Detroit is on the verge of landing a Professional Women’s Hockey League franchise, and the signals aren’t coming from boosters or civic cheerleaders. They’re coming from the league itself.
PWHL Advisory Board Member Stan Kasten told The Athletic that expansion news is coming “in the next few weeks.” The Athletic didn’t hedge. Their assessment was blunt: “At this point, it would be shocking if Detroit weren’t one of the league’s newest teams by next season.” That’s not a hometown paper rooting for the home team. That’s a national sports outlet calling the shot.
Then Little Caesars Arena went and produced the receipts.
The April Takeover Tour matchup between the Montreal Victoire and New York Sirens drew 15,938 fans, a PWHL arena attendance record. Think about that number for a second. It’s the fourth time Detroit has hosted a Takeover Tour game across three seasons, and the crowds have only gotten louder. This wasn’t a curiosity crowd showing up once to see what women’s pro hockey looks like. Detroit kept coming back, and kept filling seats.
What the Numbers Say
That 15,938 didn’t materialize on its own. There’s an ecosystem behind it. The latest game was also the first PWHL contest to air nationally on ION, a network owned by E.W. Scripps, the same parent company behind WXYZ. Ally Financial, which is headquartered downtown on West Jefferson, sponsored the broadcast. Local dollars. Local airwaves. A record crowd at a building that knows how to generate noise.
That’s a hard combination for a league to walk away from when it’s deciding where to put its next franchise.
University of Michigan Regent Denise Ilitch said on her podcast last week, “I believe we’ll be getting a team in Detroit soon, which really excites me.” Ilitch doesn’t toss around casual takes on hockey. Her family built Little Caesars Arena, and the Red Wings legacy is woven directly into what the Ilitch organization has spent decades constructing. When she’s publicly optimistic about a PWHL team, she’s not just speculating. She’s reading something.
The League’s Direction
The PWHL launched with six teams and expanded to eight last season by adding Seattle and Vancouver, which gave the league its first franchises outside the Northeast and Canada. The league’s current structure includes Boston, Minnesota, Montreal, New York, Ottawa, Toronto, Seattle, and Vancouver. Detroit would bring Midwest representation to a league that’s still building its geographic footprint.
The Takeover Tour itself is worth explaining. It’s how the PWHL tests markets without teams. Send a game, count the house, measure the engagement, and decide if a city can sustain a franchise. Detroit hasn’t just passed that test. It’s had four Takeover Tour games in three seasons, which is more than most cities will ever see, and it broke the venue record on the most recent try.
Why Detroit Makes Sense
Detroit’s hockey identity isn’t manufactured. It’s generational. The Red Wings won four Stanley Cup championships between 1997 and 2008, and anyone who grew up in this city during those years remembers what playoff hockey felt like in the old Joe Louis Arena on the riverfront. That culture doesn’t evaporate. It transfers. It’s the reason families who packed Joe Louis for those championship runs are now the parents of kids who showed up to watch the Victoire and Sirens play at Little Caesars.
Initial reporting from WXYZ had already flagged Detroit as a frontrunner before any of the recent attendance records or public statements. Add Kasten’s announcement timeline, Ilitch’s comments, and a 15,938-person crowd that set a new PWHL benchmark, and you’ve got a city that isn’t lobbying for a team. It’s already acting like it has one.
The league’s expansion announcement is expected within weeks. Detroit won’t be waiting long to find out if it’s official.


INSTRUCTIONS TO FOLLOW => Wherever the word "could" occurs in the lines below, copy the whole line.

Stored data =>
● ● ●
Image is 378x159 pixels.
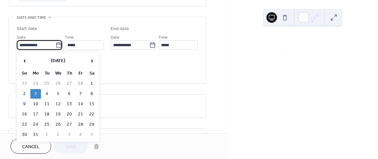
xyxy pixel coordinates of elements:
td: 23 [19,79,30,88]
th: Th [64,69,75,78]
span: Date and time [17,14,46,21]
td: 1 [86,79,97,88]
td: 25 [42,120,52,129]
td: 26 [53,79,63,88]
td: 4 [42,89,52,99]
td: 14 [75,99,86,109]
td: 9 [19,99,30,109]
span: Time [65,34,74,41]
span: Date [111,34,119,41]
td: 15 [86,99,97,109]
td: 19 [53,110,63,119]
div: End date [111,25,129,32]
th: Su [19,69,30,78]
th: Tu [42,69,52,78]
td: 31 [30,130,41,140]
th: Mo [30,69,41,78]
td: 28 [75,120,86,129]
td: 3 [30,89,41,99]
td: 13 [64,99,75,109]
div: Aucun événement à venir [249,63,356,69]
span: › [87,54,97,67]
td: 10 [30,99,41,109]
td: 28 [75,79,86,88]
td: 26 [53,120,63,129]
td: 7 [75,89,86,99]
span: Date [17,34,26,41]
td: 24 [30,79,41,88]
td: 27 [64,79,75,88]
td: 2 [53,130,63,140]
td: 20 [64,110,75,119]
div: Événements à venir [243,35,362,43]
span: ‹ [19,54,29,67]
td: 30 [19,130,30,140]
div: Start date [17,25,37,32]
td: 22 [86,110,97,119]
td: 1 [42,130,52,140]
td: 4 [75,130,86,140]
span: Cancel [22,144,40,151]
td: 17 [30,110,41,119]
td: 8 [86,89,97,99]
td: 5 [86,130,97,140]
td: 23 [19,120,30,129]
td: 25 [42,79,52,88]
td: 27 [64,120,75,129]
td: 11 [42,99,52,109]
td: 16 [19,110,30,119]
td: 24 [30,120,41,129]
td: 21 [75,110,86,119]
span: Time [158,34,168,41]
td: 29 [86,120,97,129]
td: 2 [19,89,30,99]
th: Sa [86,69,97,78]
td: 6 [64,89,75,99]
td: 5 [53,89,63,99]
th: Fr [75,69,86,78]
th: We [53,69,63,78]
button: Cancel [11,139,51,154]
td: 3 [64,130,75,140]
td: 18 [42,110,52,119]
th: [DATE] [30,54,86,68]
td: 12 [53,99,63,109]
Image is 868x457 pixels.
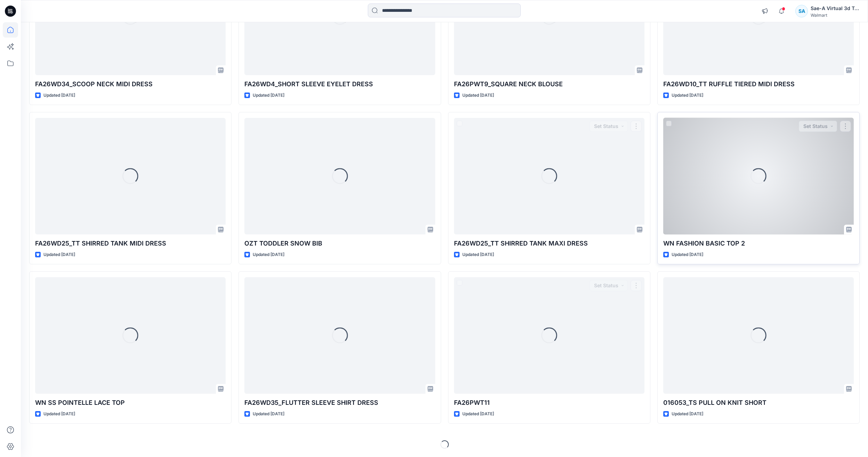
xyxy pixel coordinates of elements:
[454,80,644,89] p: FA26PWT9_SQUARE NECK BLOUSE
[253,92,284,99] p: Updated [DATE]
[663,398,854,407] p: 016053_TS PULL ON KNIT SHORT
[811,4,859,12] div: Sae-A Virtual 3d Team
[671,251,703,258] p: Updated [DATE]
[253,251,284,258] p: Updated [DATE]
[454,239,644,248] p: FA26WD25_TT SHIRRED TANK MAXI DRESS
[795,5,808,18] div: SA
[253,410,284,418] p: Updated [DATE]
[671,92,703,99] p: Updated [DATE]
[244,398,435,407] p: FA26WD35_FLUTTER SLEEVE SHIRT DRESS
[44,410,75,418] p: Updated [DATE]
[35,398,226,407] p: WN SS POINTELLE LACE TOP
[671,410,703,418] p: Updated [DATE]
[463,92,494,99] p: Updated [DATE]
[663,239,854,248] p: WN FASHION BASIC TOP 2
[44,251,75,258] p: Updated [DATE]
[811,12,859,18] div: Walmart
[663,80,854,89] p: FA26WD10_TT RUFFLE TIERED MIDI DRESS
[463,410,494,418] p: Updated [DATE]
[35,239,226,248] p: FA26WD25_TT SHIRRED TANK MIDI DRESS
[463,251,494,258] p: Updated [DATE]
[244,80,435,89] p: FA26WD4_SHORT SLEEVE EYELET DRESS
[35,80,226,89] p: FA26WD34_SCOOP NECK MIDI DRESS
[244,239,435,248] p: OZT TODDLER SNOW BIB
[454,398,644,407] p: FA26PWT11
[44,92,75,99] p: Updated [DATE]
● ● ●
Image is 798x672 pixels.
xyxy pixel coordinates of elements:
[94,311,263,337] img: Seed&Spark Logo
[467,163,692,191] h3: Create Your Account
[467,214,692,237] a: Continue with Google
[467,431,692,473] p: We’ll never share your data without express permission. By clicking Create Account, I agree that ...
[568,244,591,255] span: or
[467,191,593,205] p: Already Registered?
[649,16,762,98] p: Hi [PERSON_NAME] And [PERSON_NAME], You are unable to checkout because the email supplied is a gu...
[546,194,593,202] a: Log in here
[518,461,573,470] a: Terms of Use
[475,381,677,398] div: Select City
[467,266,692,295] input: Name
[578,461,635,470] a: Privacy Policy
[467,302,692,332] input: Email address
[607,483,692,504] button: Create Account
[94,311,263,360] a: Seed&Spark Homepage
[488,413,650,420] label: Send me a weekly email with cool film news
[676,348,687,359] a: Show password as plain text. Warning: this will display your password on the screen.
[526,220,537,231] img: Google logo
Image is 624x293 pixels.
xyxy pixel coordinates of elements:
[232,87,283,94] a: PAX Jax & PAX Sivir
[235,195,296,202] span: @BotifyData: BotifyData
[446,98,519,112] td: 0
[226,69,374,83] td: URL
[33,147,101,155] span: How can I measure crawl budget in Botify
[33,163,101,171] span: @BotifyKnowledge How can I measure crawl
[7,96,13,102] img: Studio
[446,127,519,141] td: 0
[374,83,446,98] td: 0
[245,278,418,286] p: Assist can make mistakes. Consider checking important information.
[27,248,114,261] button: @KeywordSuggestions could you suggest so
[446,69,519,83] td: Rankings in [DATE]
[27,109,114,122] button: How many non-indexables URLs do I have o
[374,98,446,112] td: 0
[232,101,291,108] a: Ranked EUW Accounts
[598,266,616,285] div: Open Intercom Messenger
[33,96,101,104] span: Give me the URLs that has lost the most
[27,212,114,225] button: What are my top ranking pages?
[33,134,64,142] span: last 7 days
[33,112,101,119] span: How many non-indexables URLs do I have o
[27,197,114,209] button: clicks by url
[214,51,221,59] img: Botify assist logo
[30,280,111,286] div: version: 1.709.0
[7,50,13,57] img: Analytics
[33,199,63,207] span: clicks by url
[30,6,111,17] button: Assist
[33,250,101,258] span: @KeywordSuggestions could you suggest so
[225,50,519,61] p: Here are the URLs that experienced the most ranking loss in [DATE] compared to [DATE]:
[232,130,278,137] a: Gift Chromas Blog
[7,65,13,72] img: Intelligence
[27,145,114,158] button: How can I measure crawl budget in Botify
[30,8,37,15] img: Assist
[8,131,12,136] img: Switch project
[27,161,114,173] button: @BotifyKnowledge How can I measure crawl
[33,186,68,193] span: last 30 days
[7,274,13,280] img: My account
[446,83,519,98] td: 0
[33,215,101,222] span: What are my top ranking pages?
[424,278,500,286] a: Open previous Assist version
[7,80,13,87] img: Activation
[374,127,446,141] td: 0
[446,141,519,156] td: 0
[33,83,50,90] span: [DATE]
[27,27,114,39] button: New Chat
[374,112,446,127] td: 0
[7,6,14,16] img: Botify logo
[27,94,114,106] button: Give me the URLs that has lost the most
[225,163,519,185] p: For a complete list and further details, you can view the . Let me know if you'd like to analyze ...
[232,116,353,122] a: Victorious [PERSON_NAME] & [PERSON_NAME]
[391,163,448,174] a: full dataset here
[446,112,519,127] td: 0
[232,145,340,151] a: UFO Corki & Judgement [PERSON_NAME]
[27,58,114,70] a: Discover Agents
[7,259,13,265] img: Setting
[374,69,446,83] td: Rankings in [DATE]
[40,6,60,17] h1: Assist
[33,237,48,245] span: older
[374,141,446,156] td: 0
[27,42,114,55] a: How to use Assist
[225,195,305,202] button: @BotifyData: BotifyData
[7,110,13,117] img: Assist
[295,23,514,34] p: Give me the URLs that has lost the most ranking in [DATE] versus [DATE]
● ● ●
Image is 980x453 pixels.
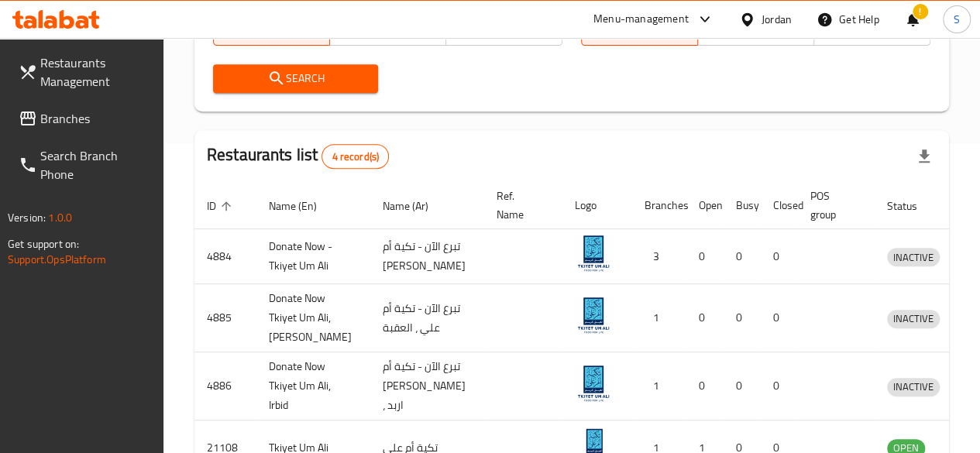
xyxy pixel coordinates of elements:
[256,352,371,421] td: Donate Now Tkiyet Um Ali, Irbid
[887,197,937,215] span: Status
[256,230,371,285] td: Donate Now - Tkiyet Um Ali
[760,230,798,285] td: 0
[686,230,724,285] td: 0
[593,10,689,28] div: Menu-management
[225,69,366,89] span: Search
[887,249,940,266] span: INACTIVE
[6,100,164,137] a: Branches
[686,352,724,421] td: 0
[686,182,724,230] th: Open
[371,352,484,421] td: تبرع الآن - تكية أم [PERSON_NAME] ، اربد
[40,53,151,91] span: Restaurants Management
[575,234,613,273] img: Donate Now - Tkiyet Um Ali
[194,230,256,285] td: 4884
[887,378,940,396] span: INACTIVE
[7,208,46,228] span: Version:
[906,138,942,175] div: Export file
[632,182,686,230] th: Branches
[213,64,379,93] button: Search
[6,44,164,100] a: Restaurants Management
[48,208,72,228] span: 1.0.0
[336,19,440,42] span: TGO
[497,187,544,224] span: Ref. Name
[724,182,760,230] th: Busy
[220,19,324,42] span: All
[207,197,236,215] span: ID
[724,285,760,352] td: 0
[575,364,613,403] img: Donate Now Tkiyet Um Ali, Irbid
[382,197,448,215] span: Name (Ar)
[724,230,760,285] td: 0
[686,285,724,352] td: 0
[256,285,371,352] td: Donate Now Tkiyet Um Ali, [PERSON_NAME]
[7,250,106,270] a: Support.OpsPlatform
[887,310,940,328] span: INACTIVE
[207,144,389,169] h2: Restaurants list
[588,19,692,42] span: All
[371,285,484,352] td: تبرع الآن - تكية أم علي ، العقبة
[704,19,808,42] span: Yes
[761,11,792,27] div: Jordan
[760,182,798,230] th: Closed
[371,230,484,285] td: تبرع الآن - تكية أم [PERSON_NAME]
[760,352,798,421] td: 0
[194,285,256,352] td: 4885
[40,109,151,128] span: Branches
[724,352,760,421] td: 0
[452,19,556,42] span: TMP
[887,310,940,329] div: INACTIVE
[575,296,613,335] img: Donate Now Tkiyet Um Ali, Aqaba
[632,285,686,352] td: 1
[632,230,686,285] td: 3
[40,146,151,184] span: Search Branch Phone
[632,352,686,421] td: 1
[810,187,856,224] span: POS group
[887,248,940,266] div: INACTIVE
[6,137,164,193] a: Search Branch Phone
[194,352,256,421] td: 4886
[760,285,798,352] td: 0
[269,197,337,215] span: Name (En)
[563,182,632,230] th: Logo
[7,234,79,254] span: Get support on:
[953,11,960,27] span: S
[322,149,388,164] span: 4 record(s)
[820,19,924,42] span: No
● ● ●
WRITTEN RESPONSE =>
[27,248,114,261] button: @KeywordSuggestions could you suggest so
[33,250,101,258] span: @KeywordSuggestions could you suggest so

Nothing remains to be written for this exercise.